Zionist Union leader Yitzhak Herzog congratulated Netanyahu on his victory, but said that his party will not be giving up.

"Nothing has changed, we will keep fighting for a just society," Herzog said.

Earlier in March, Netanyahu addressed Congress in a speech where he warned that a nuclear deal with Iran would leave the Jewish state in great danger.

"We have been told that no deal is better than a bad deal. Well, this is a bad deal. It is a very bad deal. We are better off without it," Netanyahu said in the House of Representatives' chamber, which was met with cheers by the Republican representatives.

The Israeli leader's comments were criticized by House Minority Leader Nancy Pelosi, D-Calif., who said that she was "near tears." The Democratic leader explained that she was "saddened by the insult to the intelligence of the United States as part of the P5 +1 nations, and saddened by the condescension toward our knowledge of the threat posed by Iran and our broader commitment to preventing nuclear proliferation."
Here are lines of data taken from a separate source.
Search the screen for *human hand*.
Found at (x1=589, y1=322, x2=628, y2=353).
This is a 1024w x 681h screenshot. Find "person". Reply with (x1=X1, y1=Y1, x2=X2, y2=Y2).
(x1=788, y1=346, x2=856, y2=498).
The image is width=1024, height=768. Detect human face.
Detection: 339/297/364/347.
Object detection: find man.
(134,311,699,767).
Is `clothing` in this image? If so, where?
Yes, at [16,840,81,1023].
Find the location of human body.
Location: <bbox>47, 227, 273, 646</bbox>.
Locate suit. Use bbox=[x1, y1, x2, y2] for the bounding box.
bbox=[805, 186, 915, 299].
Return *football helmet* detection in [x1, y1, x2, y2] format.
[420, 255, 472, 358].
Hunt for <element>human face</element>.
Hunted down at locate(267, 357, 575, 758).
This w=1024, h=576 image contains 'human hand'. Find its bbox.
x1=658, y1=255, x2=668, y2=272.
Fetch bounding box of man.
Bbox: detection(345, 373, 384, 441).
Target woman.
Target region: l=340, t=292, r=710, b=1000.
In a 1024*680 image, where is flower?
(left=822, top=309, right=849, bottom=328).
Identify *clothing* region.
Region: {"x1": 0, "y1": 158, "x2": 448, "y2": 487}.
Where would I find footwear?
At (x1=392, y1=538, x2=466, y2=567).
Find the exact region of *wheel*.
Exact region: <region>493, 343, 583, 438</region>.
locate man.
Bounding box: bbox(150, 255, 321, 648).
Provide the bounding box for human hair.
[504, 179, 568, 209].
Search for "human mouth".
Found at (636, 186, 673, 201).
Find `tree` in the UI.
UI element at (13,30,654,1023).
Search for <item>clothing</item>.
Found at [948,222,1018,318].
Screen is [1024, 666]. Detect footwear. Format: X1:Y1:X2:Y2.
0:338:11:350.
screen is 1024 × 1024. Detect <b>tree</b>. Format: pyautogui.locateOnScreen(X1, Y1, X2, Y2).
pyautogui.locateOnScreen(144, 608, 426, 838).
President Barack Obama refused to meet with Netanyahu during his visit to Washington, citing his own "policy" of not meeting with political leaders who soon face elections.

Obama did, however, ignore his self-imposed policy by meeting with British Prime Minister David Cameron (who's in the middle of his own political campaign) in January. After meeting with Obama, Cameron then lobbied politicians on Capitol Hill in an effort to thwart the passage of legislaton that would place additional sanctions on Iran.

The U.S. State Department also continues to face accusations that it illegally attempted to influence Israeli elections by financially supporting Netanyahu's opponent. The department gave an estimated $350,000 in taxpayer funded grants to the OneVoice Movement, an American nonprofit that seeks a two-state solution that has a subsidiary in Israel called Victory 15, which CBN News described as a grassroots movement to unseat Netanyahu.

Jeremy Bird, a former campaign strategist for Obama, is also said to have been working against Netahyahu for V15.

The White House has not yet released a statement on Netanyahu's victory, and said that it will withhold comments until a coalition government is formed.

"We're going to give space to the formation of that coalition government," White House political director David Simas told CNN.

"And we're not going to weigh in one way or another except to say that the United States and Israel have a historic and close relationship and that will continue going forward."